Thursday, 6 June 2002
Simulations of the visible and near-infrared radiative properties of mixed-phased stratocumulus cloud over the sea
Aircraft experiment has been carried out for wintertime boundary-layer clouds over the sea around Japan in January 1999 within the Japanese Cloud and Climate Study (JACCS) program. By using two instrumented aircraft, the microphysical and radiative properties of mixed-phase stratiform clouds have been simultaneously measured. The stratocumulus cloud observed on January 30 was highly heterogeneous vertically and horizontally with different mixing ratios of water droplets and ice particles. On an average over a long flight distance, the stratocumulus cloud with a mean geometrical thickness of 1.3 km absorbed almost 0% and 24 %, and reflected 64 % and 52 %, of the incident solar radiation in the visible (wavelengths < 0.7mm) and near-infrared (> 0.7mm) bands, respectively. This suggests no sign of the so-called anomalous solar absorption for the present case. We made simulation calculations of the radiative properties for various cloud models with the measured cloud parameters.

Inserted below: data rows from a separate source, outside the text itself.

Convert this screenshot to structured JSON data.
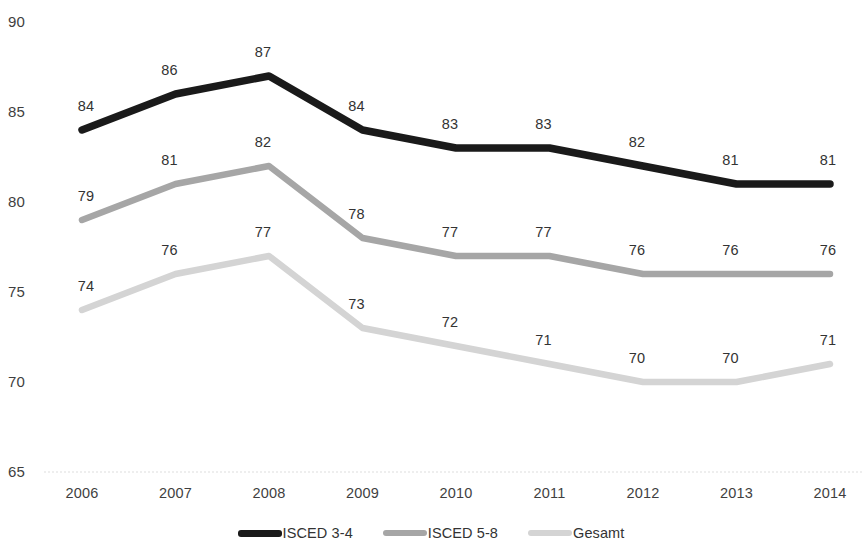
{
  "chart_data": {
    "type": "line",
    "title": "",
    "subtitle": "",
    "xlabel": "",
    "ylabel": "",
    "categories": [
      "2006",
      "2007",
      "2008",
      "2009",
      "2010",
      "2011",
      "2012",
      "2013",
      "2014"
    ],
    "ylim": [
      65,
      90
    ],
    "yticks": [
      90,
      85,
      80,
      75,
      70,
      65
    ],
    "grid": "dotted baseline at 65 only",
    "legend_position": "bottom-center",
    "data_labels": true,
    "series": [
      {
        "name": "ISCED 3-4",
        "color": "#1a1a1a",
        "values": [
          84,
          86,
          87,
          84,
          83,
          83,
          82,
          81,
          81
        ]
      },
      {
        "name": "ISCED 5-8",
        "color": "#a6a6a6",
        "values": [
          79,
          81,
          82,
          78,
          77,
          77,
          76,
          76,
          76
        ]
      },
      {
        "name": "Gesamt",
        "color": "#d4d4d4",
        "values": [
          74,
          76,
          77,
          73,
          72,
          71,
          70,
          70,
          71
        ]
      }
    ]
  },
  "legend": {
    "items": [
      {
        "label": "ISCED 3-4",
        "color": "#1a1a1a"
      },
      {
        "label": "ISCED 5-8",
        "color": "#a6a6a6"
      },
      {
        "label": "Gesamt",
        "color": "#d4d4d4"
      }
    ]
  },
  "axes": {
    "y_tick_labels": [
      "90",
      "85",
      "80",
      "75",
      "70",
      "65"
    ],
    "x_tick_labels": [
      "2006",
      "2007",
      "2008",
      "2009",
      "2010",
      "2011",
      "2012",
      "2013",
      "2014"
    ]
  }
}
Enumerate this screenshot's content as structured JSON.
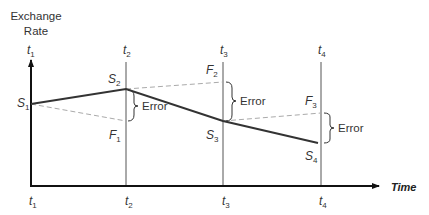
{
  "diagram": {
    "y_axis_label_line1": "Exchange",
    "y_axis_label_line2": "Rate",
    "x_axis_label": "Time",
    "top_time_labels": [
      {
        "base": "t",
        "sub": "1"
      },
      {
        "base": "t",
        "sub": "2"
      },
      {
        "base": "t",
        "sub": "3"
      },
      {
        "base": "t",
        "sub": "4"
      }
    ],
    "bottom_time_labels": [
      {
        "base": "t",
        "sub": "1"
      },
      {
        "base": "t",
        "sub": "2"
      },
      {
        "base": "t",
        "sub": "3"
      },
      {
        "base": "t",
        "sub": "4"
      }
    ],
    "spot_labels": [
      {
        "base": "S",
        "sub": "1"
      },
      {
        "base": "S",
        "sub": "2"
      },
      {
        "base": "S",
        "sub": "3"
      },
      {
        "base": "S",
        "sub": "4"
      }
    ],
    "forward_labels": [
      {
        "base": "F",
        "sub": "1"
      },
      {
        "base": "F",
        "sub": "2"
      },
      {
        "base": "F",
        "sub": "3"
      }
    ],
    "error_labels": [
      "Error",
      "Error",
      "Error"
    ],
    "colors": {
      "axis": "#111111",
      "spot_line": "#333333",
      "forward_dashed": "#aaaaaa",
      "time_gridline": "#555555",
      "text": "#333333"
    }
  }
}
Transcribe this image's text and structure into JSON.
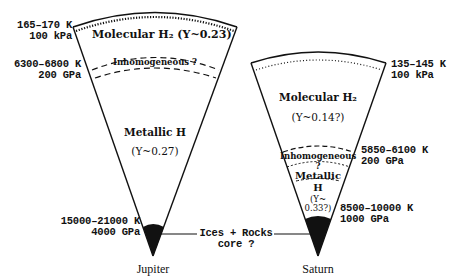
{
  "diagram": {
    "jupiter": {
      "name": "Jupiter",
      "boundaries": [
        {
          "temperature": "165–170 K",
          "pressure": "100 kPa"
        },
        {
          "temperature": "6300–6800 K",
          "pressure": "200 GPa"
        },
        {
          "temperature": "15000–21000 K",
          "pressure": "4000 GPa"
        }
      ],
      "layers": {
        "molecular": "Molecular H₂ (Y~0.23)",
        "inhomogeneous": "Inhomogeneous ?",
        "metallic": "Metallic H",
        "metallic_y": "(Y~0.27)"
      }
    },
    "saturn": {
      "name": "Saturn",
      "boundaries": [
        {
          "temperature": "135–145 K",
          "pressure": "100 kPa"
        },
        {
          "temperature": "5850–6100 K",
          "pressure": "200 GPa"
        },
        {
          "temperature": "8500–10000 K",
          "pressure": "1000 GPa"
        }
      ],
      "layers": {
        "molecular": "Molecular H₂",
        "molecular_y": "(Y~0.14?)",
        "inhomogeneous": "Inhomogeneous",
        "inhomogeneous_q": "?",
        "metallic": "Metallic",
        "metallic_h": "H",
        "metallic_y1": "(Y~",
        "metallic_y2": "0.33?)"
      }
    },
    "core_label": {
      "line1": "Ices + Rocks",
      "line2": "core ?"
    }
  }
}
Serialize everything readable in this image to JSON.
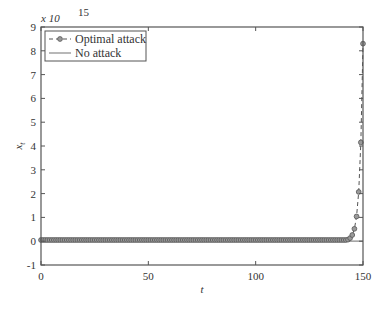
{
  "chart_data": {
    "type": "line",
    "title": "",
    "xlabel": "t",
    "ylabel": "x_t",
    "y_multiplier_label": "x 10",
    "y_multiplier_exponent": "15",
    "xlim": [
      0,
      150
    ],
    "ylim": [
      -1,
      9
    ],
    "xticks": [
      0,
      50,
      100,
      150
    ],
    "yticks": [
      -1,
      0,
      1,
      2,
      3,
      4,
      5,
      6,
      7,
      8,
      9
    ],
    "grid": false,
    "legend_position": "upper left",
    "series": [
      {
        "name": "Optimal attack",
        "style": "dashed-circle-markers",
        "color": "#555555",
        "description": "approximately 0 until t≈140, then doubles each step",
        "x": [
          140,
          141,
          142,
          143,
          144,
          145,
          146,
          147,
          148,
          149,
          150
        ],
        "values": [
          0.008,
          0.016,
          0.032,
          0.065,
          0.13,
          0.26,
          0.52,
          1.04,
          2.07,
          4.15,
          8.3
        ]
      },
      {
        "name": "No attack",
        "style": "solid",
        "color": "#888888",
        "x": [
          0,
          150
        ],
        "values": [
          0,
          0
        ]
      }
    ]
  },
  "legend": {
    "items": [
      "Optimal attack",
      "No attack"
    ]
  }
}
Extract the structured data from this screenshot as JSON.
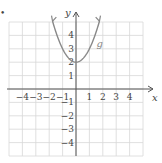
{
  "chart_data": {
    "type": "line",
    "title": "",
    "xlabel": "x",
    "ylabel": "y",
    "xlim": [
      -5,
      5
    ],
    "ylim": [
      -5,
      5
    ],
    "grid": true,
    "x_ticks": [
      -4,
      -3,
      -2,
      -1,
      1,
      2,
      3,
      4
    ],
    "y_ticks": [
      -4,
      -3,
      -2,
      -1,
      1,
      2,
      3,
      4
    ],
    "x_tick_labels": [
      "−4",
      "−3",
      "−2",
      "−1",
      "1",
      "2",
      "3",
      "4"
    ],
    "y_tick_labels": [
      "−4",
      "−3",
      "−2",
      "−1",
      "1",
      "2",
      "3",
      "4"
    ],
    "series": [
      {
        "name": "g",
        "equation": "g(x) = x^2 + 2",
        "color": "#888888",
        "x": [
          -1.75,
          -1.5,
          -1,
          -0.5,
          0,
          0.5,
          1,
          1.5,
          1.75
        ],
        "y": [
          5.06,
          4.25,
          3,
          2.25,
          2,
          2.25,
          3,
          4.25,
          5.06
        ],
        "arrows_both_ends": true
      }
    ],
    "annotations": [
      {
        "text": "g",
        "x": 1.3,
        "y": 3.4
      }
    ]
  },
  "labels": {
    "x_axis": "x",
    "y_axis": "y",
    "curve": "g",
    "bullet": "•"
  },
  "colors": {
    "grid": "#d8d8d8",
    "axis": "#555555",
    "curve": "#8a8a8a",
    "text": "#444444"
  }
}
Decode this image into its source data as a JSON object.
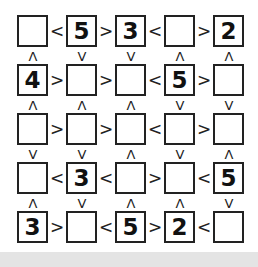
{
  "puzzle": {
    "type": "futoshiki",
    "size": 5,
    "rows": [
      {
        "cells": [
          "",
          "5",
          "3",
          "",
          "2"
        ],
        "h": [
          "<",
          ">",
          "<",
          ">"
        ]
      },
      {
        "cells": [
          "4",
          "",
          "",
          "5",
          ""
        ],
        "h": [
          ">",
          ">",
          "<",
          ">"
        ]
      },
      {
        "cells": [
          "",
          "",
          "",
          "",
          ""
        ],
        "h": [
          ">",
          ">",
          "<",
          ">"
        ]
      },
      {
        "cells": [
          "",
          "3",
          "",
          "",
          "5"
        ],
        "h": [
          "<",
          "<",
          ">",
          "<"
        ]
      },
      {
        "cells": [
          "3",
          "",
          "5",
          "2",
          ""
        ],
        "h": [
          ">",
          "<",
          ">",
          "<"
        ]
      }
    ],
    "vertical": [
      [
        "^",
        "v",
        "v",
        "^",
        "^"
      ],
      [
        "^",
        "^",
        "^",
        "v",
        "v"
      ],
      [
        "v",
        "v",
        "^",
        "v",
        "^"
      ],
      [
        "^",
        "v",
        "^",
        "^",
        "v"
      ]
    ]
  }
}
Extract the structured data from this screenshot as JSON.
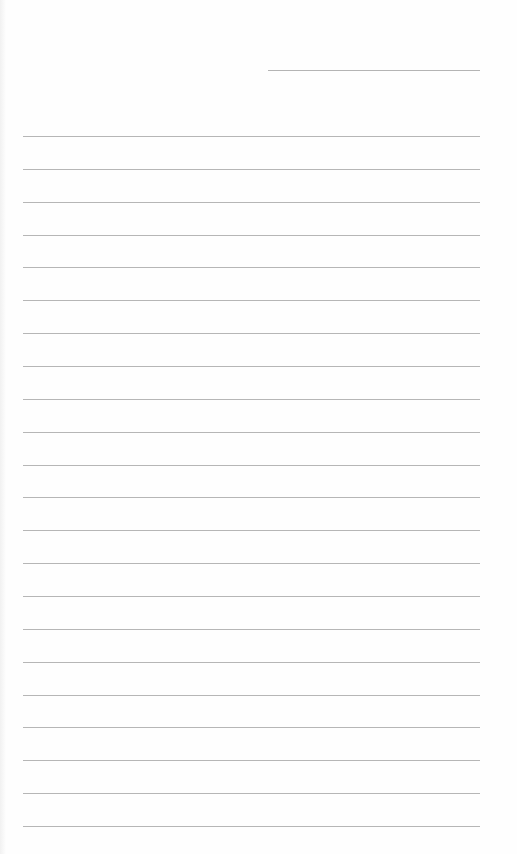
{
  "page": {
    "type": "lined-paper",
    "colors": {
      "background": "#fefefe",
      "rule": "#b6b6b6"
    },
    "header_line": {
      "x": 268,
      "y": 70,
      "width": 212
    },
    "rules": {
      "count": 22,
      "x": 23,
      "width": 457,
      "first_y": 136,
      "spacing": 32.86
    }
  }
}
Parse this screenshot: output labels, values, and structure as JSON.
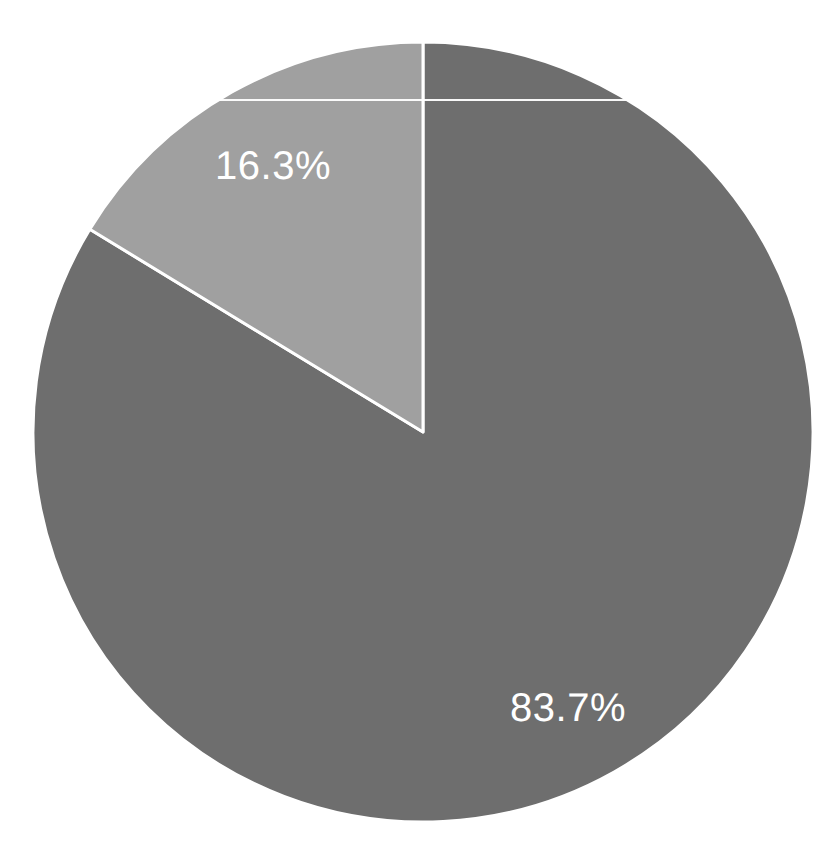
{
  "chart_data": {
    "type": "pie",
    "title": "",
    "subtitle": "",
    "xlabel": "",
    "ylabel": "",
    "categories": [
      "Majority share",
      "Minority share"
    ],
    "values": [
      83.7,
      16.3
    ],
    "labels": [
      "83.7%",
      "16.3%"
    ],
    "units": "percent",
    "total": 100.0,
    "legend": {
      "visible": false,
      "position": "none"
    },
    "grid": false,
    "start_angle_deg": 90,
    "direction": "clockwise",
    "slices": [
      {
        "name": "Majority share",
        "value": 83.7,
        "label": "83.7%",
        "color": "#6e6e6e",
        "start_angle_deg": 90,
        "end_angle_deg": -211.32,
        "sweep_deg": 301.32,
        "label_x": 568,
        "label_y": 708
      },
      {
        "name": "Minority share",
        "value": 16.3,
        "label": "16.3%",
        "color": "#a0a0a0",
        "start_angle_deg": 148.68,
        "end_angle_deg": 90,
        "sweep_deg": 58.68,
        "label_x": 273,
        "label_y": 166
      }
    ],
    "geometry": {
      "center_x": 423,
      "center_y": 432,
      "radius": 390,
      "wedge_edge_color": "#ffffff",
      "wedge_edge_width": 3
    },
    "colors": {
      "background": "#ffffff",
      "slice_dark": "#6e6e6e",
      "slice_light": "#a0a0a0",
      "label_text": "#ffffff",
      "edge": "#ffffff"
    },
    "artifacts": {
      "scanline_y": 99,
      "scanline_color": "#ffffff"
    }
  }
}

The single scattering properties of the mixed-phase cloud were calculated by the use of Mie theory for water droplets and anomalous diffraction theory for ice particles. A homogeneous, plane-parallel mixed-phase cloud model could not consistently reproduce the observed visible and near-infrared (NIR) radiative properties. When the visible cloud optical thickness was adjusted to fit the calculated visible radiative properties to the measured ones, then the simulation overestimated and underestimated the NIR transmittance and absorptance, respectively, compared with the measured NIR radiative properties. An independent pixel approximation considering the cloud horizontal inhomogeneity could yield better agreement with the averaged radiative properties.